[Work task]: Nothing but the lines from the one showing "Describe the element" through the final line of the data below belongs in the answer, duplicated exactly and without pictures.

Input records Start Marker

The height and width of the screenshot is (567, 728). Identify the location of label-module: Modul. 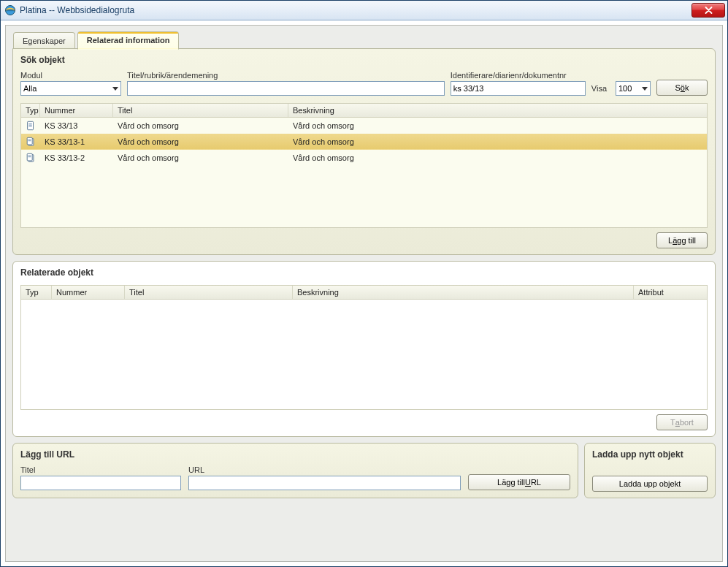
(71, 75).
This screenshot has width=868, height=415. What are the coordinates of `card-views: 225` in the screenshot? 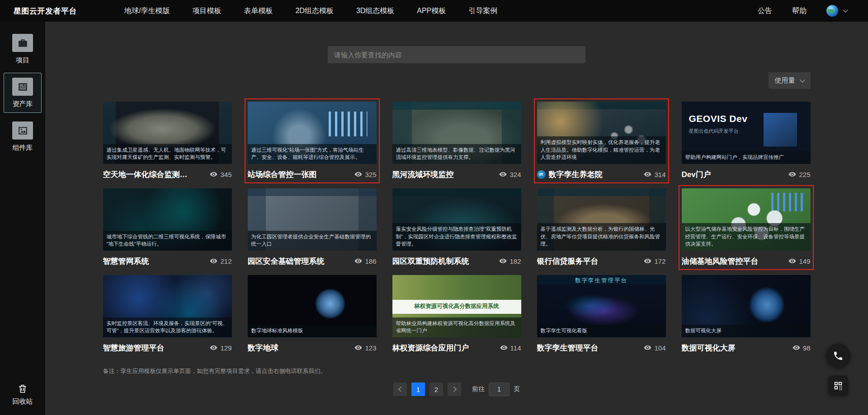 It's located at (799, 174).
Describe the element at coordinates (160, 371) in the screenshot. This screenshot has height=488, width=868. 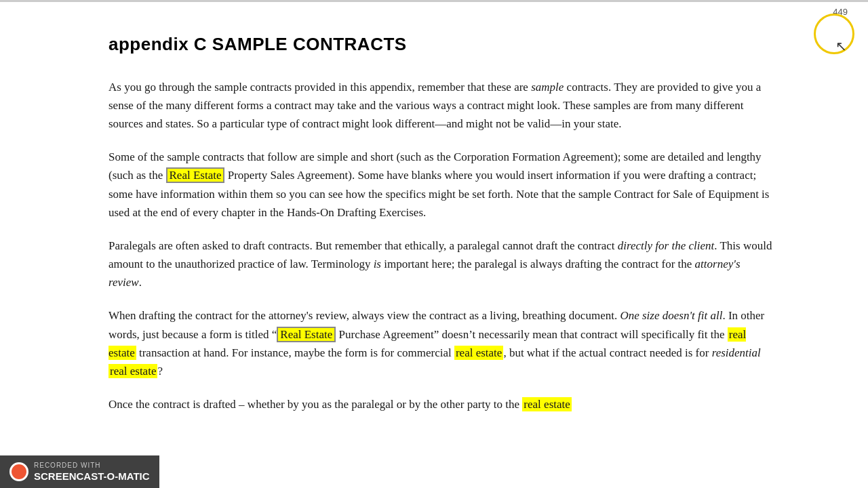
I see `para4-text7: ?` at that location.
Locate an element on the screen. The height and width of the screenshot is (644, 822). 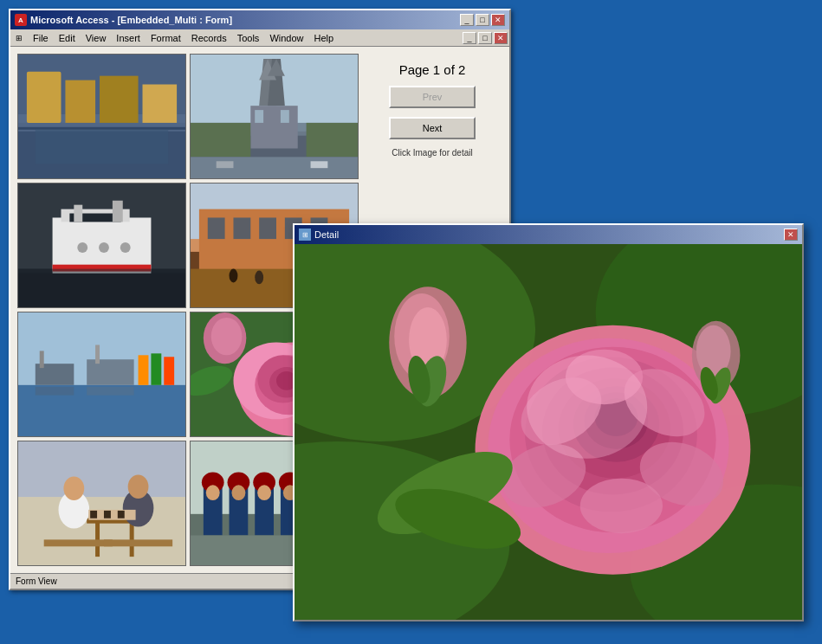
menu-edit: Edit is located at coordinates (68, 38).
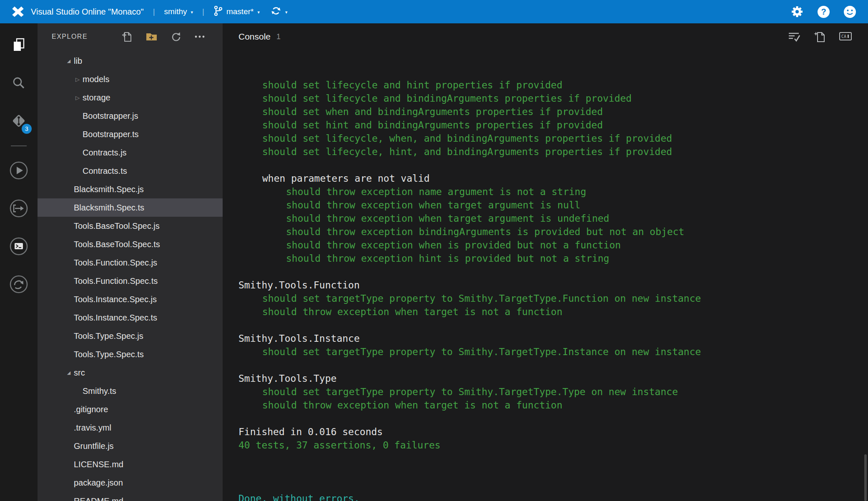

Input records End Marker

[Exercise result]:
Describe the element at coordinates (160, 371) in the screenshot. This screenshot has height=488, width=868. 
I see `para4-text7: ?` at that location.
Locate an element on the screen. The height and width of the screenshot is (644, 822). 
menu-edit: Edit is located at coordinates (68, 38).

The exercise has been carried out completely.